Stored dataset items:
══════
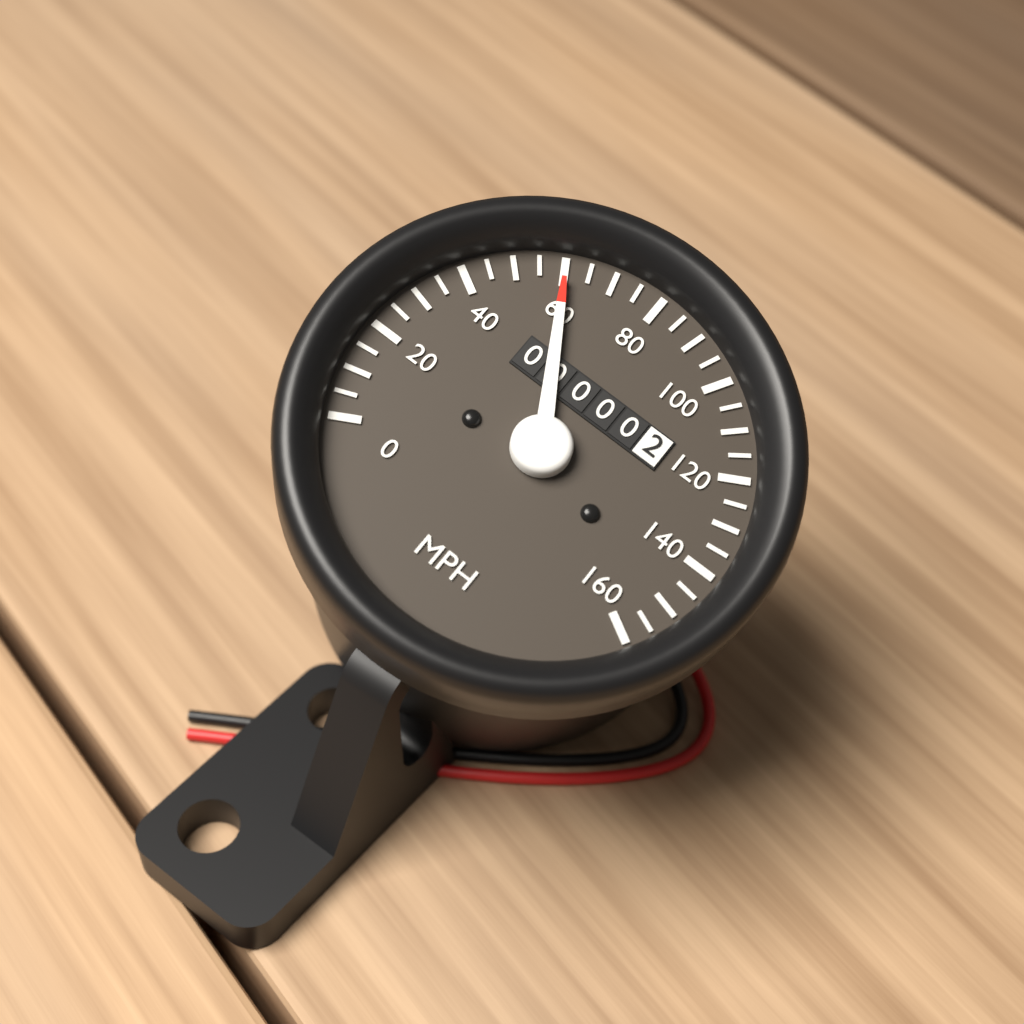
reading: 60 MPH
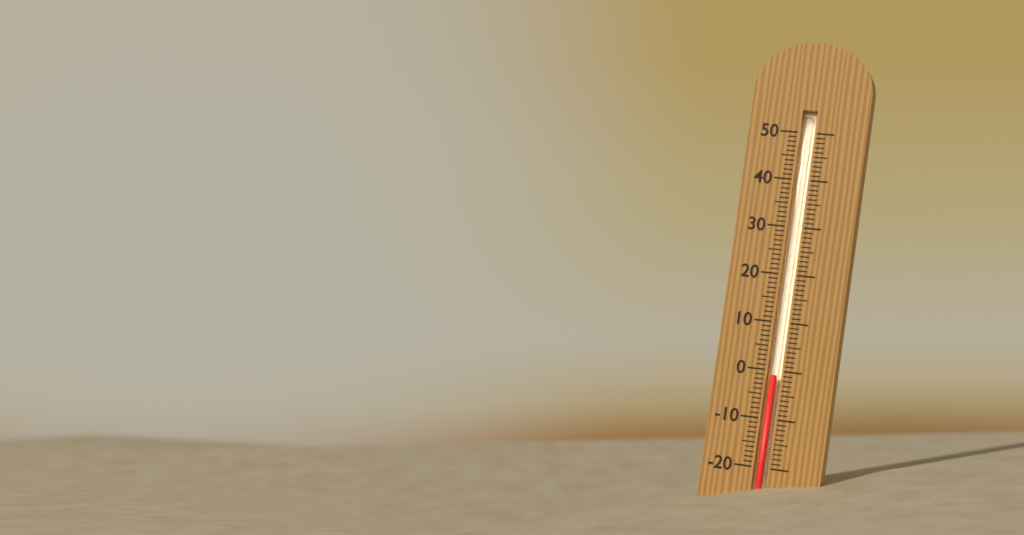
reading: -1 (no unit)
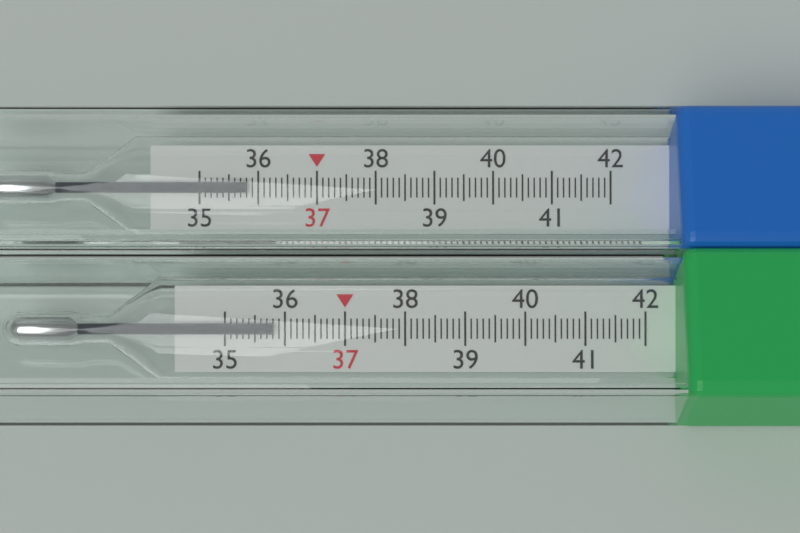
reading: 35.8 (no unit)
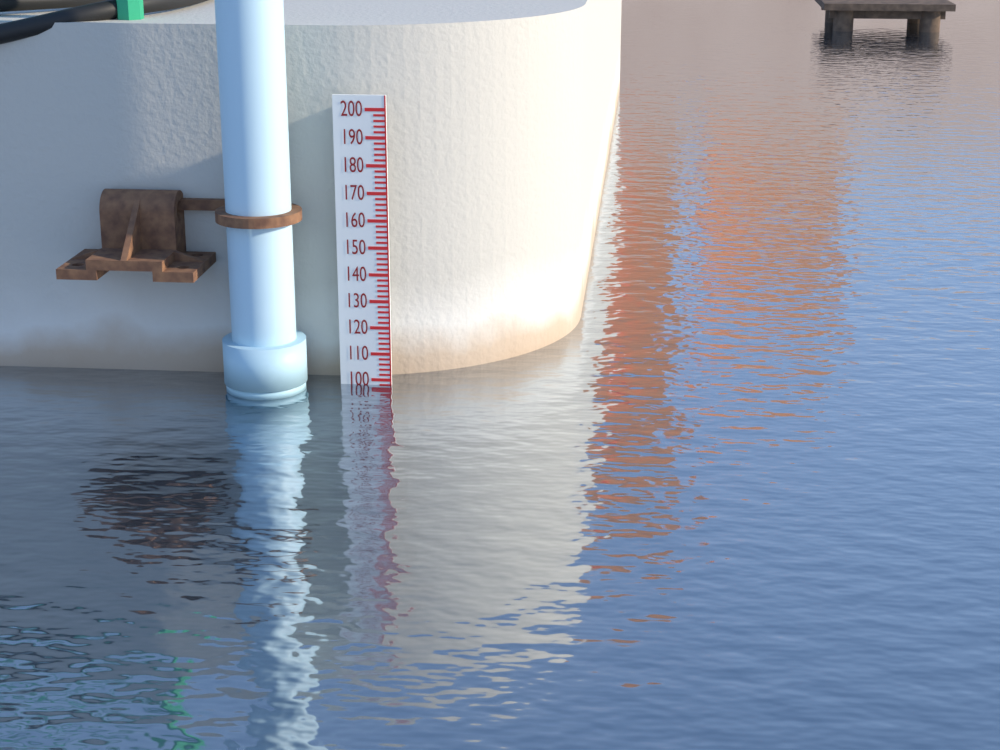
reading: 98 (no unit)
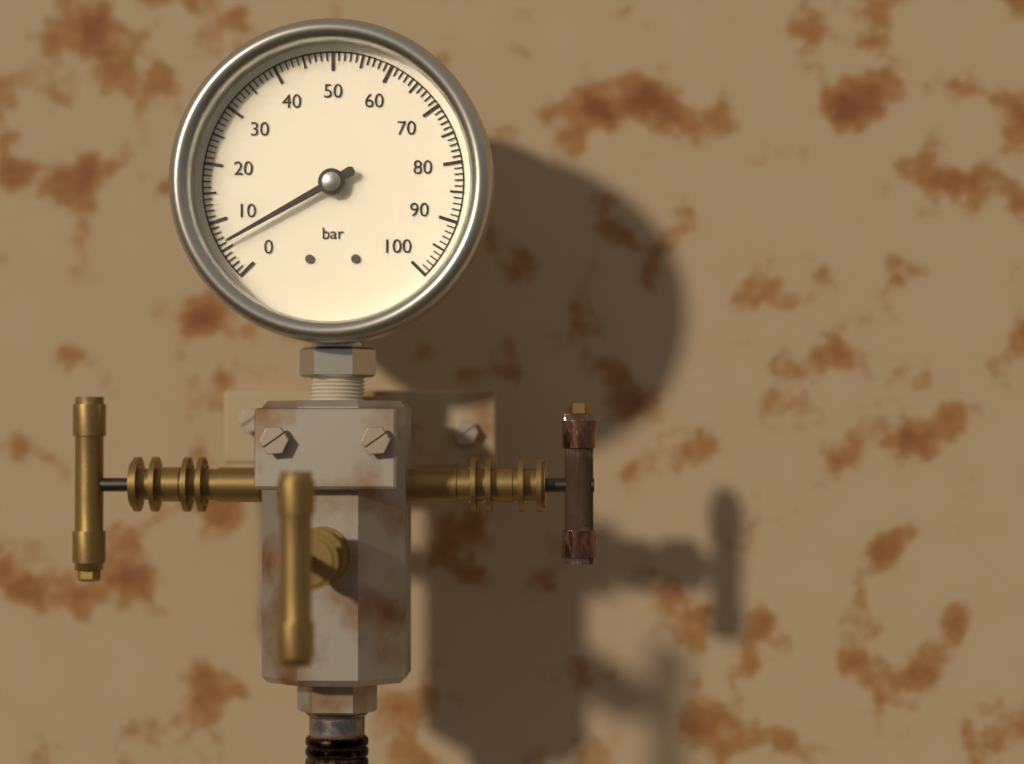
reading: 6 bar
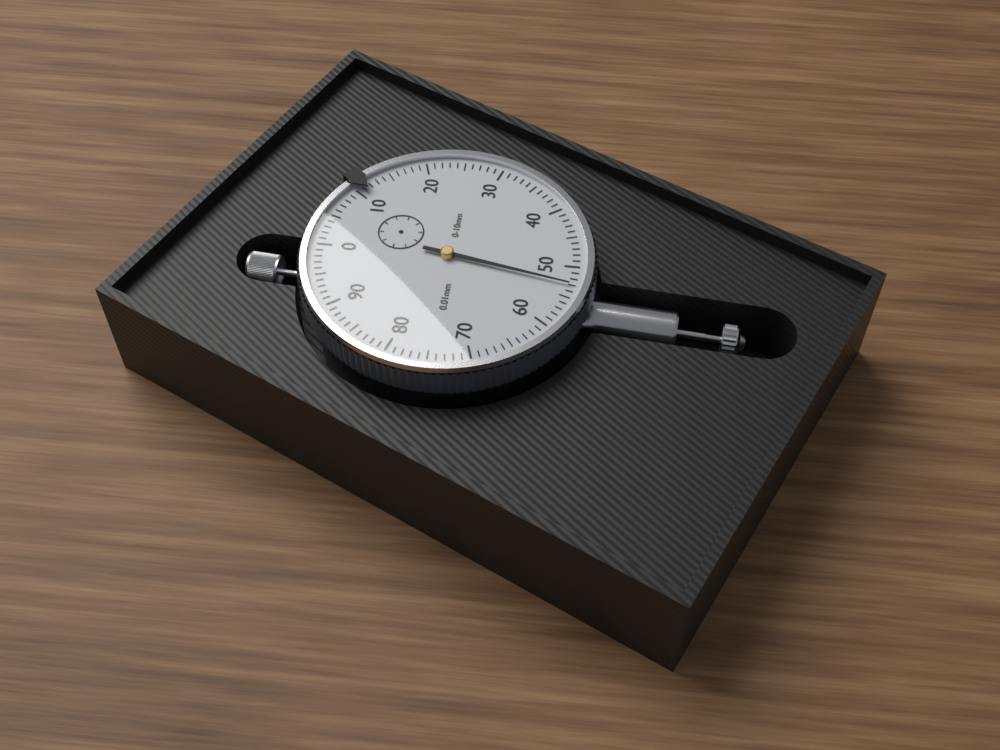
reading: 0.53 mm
══════
What the exercise asks: An exact retyping of the entries, without images, is the required answer.

Your response:
reading: 60 MPH
reading: -1 (no unit)
reading: 35.8 (no unit)
reading: 98 (no unit)
reading: 6 bar
reading: 0.53 mm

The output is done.